MATERIAL SUPPLIED>
+-------+

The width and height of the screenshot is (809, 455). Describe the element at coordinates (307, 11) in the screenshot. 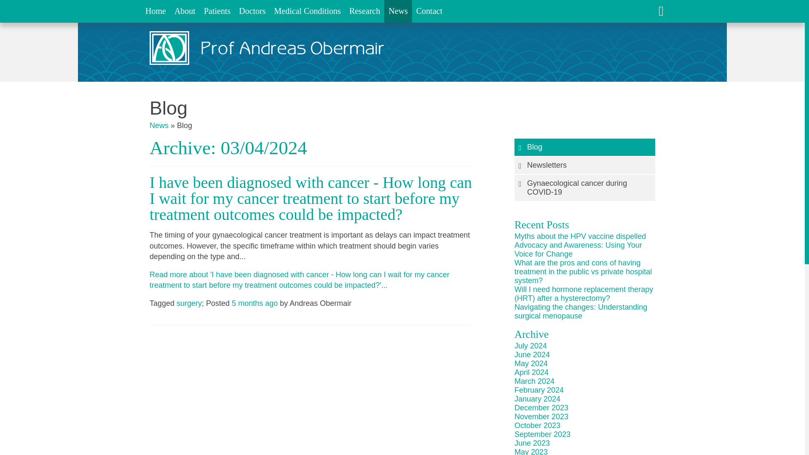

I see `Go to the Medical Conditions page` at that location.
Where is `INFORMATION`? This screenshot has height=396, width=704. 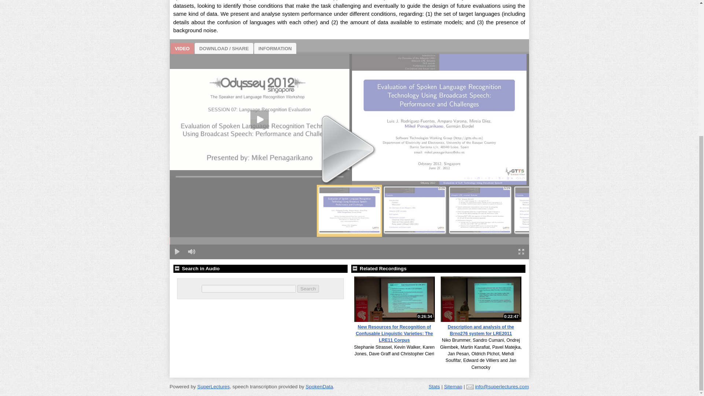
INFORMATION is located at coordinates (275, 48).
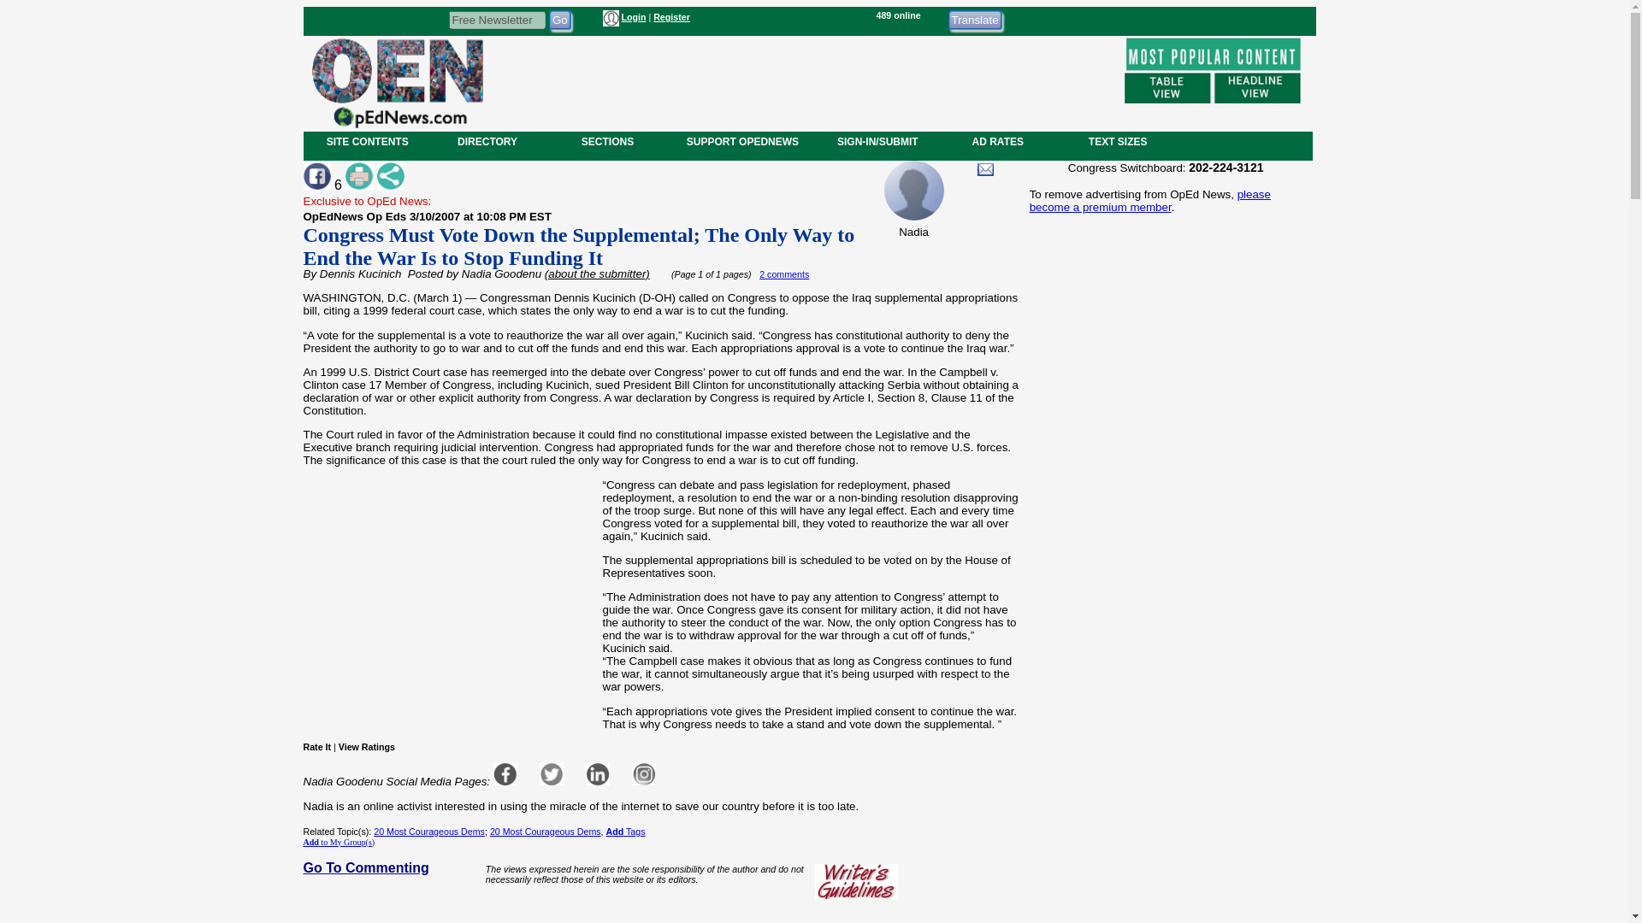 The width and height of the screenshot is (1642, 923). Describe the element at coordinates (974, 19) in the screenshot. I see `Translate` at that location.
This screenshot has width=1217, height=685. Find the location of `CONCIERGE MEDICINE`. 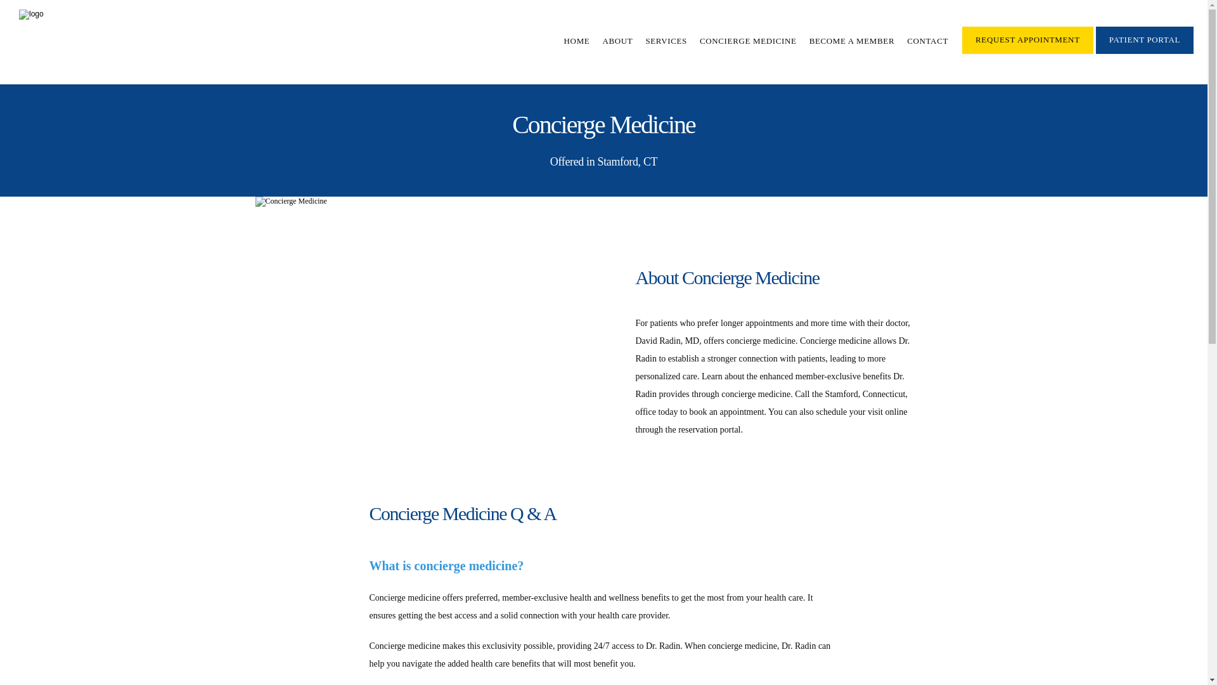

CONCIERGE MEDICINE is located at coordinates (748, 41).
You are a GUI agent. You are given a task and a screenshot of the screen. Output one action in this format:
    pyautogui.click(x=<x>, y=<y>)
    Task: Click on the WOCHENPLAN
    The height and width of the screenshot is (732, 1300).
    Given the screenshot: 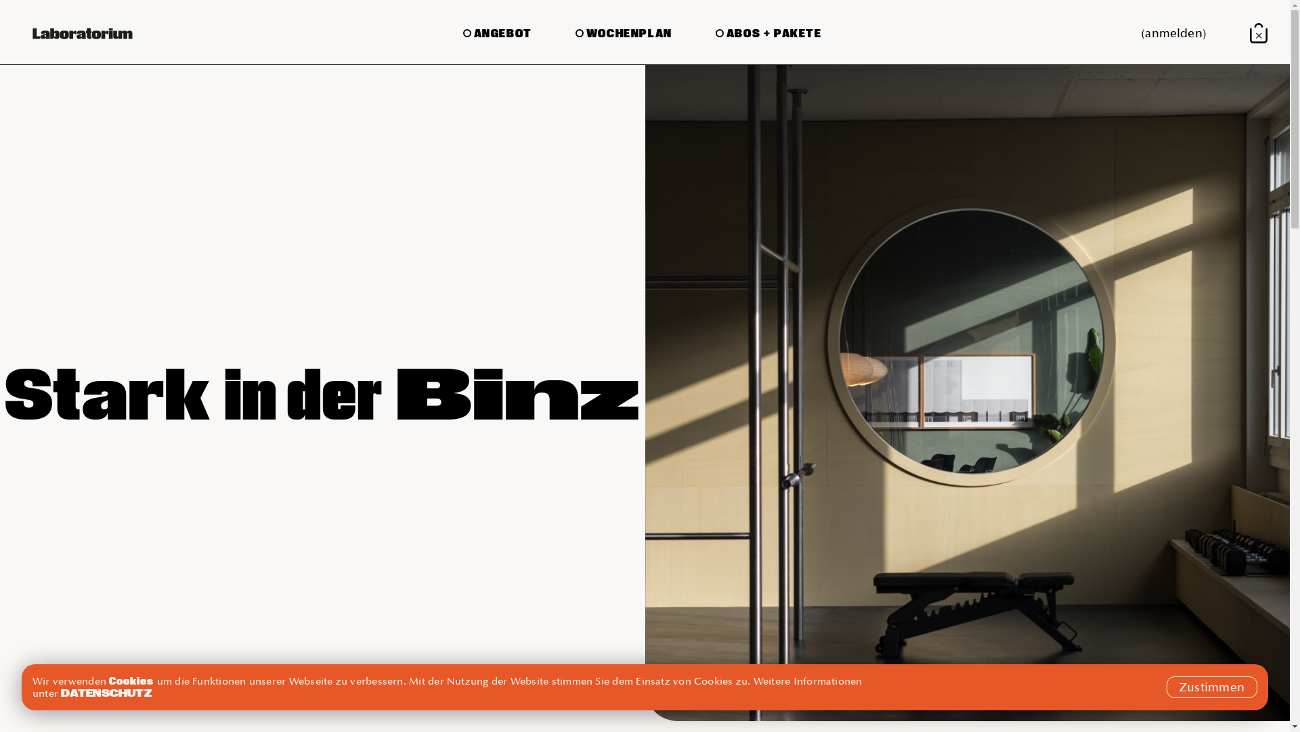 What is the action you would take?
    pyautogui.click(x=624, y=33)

+-------+

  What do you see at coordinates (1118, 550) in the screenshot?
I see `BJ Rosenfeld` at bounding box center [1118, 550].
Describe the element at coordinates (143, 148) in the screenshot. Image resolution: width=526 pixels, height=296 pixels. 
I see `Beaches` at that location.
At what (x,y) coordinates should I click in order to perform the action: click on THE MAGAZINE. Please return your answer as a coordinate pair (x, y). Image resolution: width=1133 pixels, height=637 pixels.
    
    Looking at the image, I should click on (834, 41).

+-------+

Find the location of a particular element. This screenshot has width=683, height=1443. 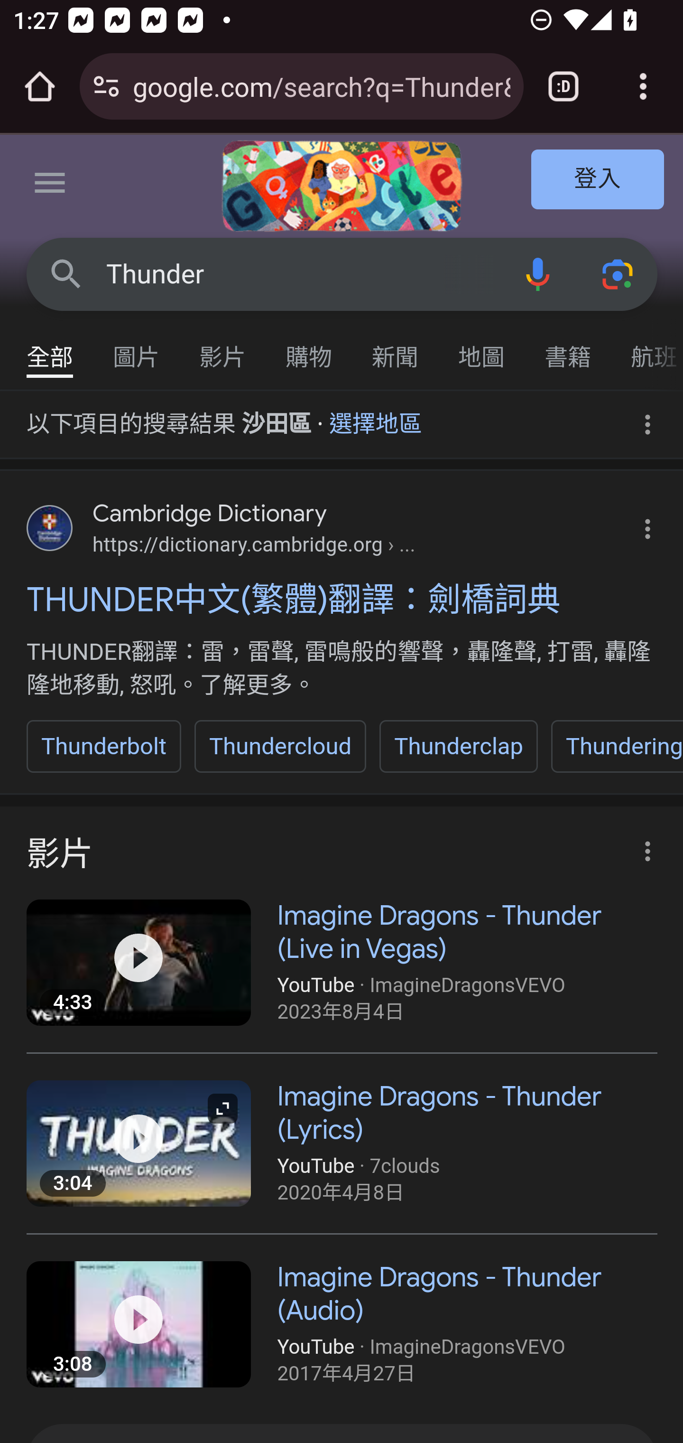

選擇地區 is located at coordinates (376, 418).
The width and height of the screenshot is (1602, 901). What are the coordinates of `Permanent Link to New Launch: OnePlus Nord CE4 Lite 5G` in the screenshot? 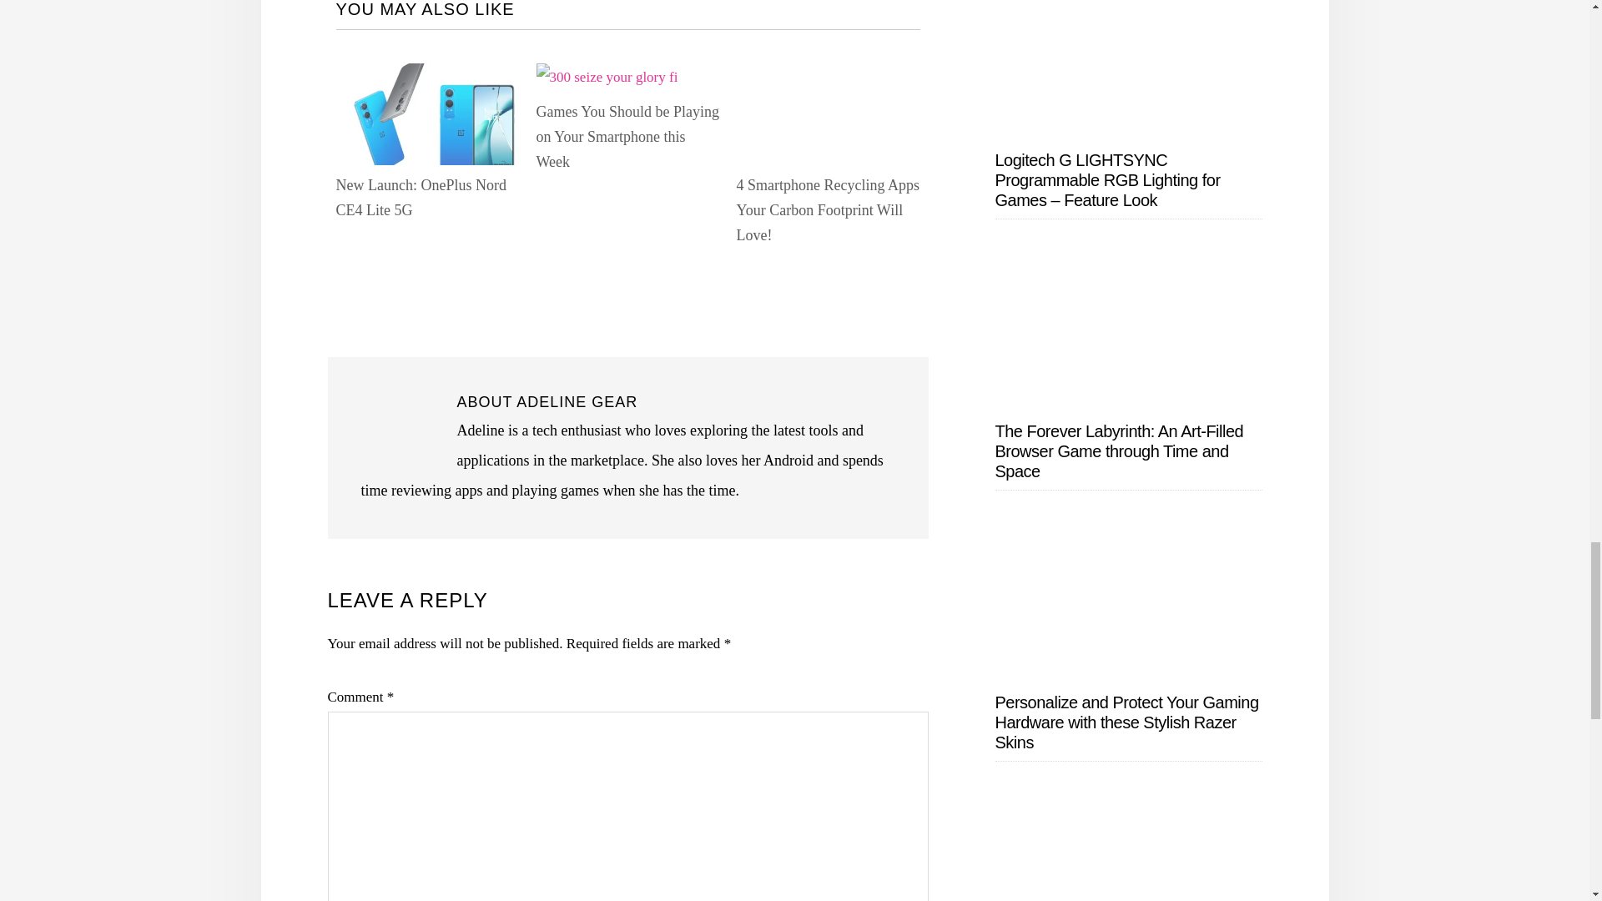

+-------+

WHAT THIS TASK INVOLVES> Within the listing above, the lines from the one with "Find the location of a" through the one with "The width and height of the screenshot is (1602, 901)." are to be given again word for word. Do not include pictures.

EXERCISE ANSWER>
Find the location of a particular element. This screenshot has width=683, height=1443. 

選擇地區 is located at coordinates (376, 418).
The width and height of the screenshot is (1602, 901). What are the coordinates of `Permanent Link to New Launch: OnePlus Nord CE4 Lite 5G` in the screenshot? 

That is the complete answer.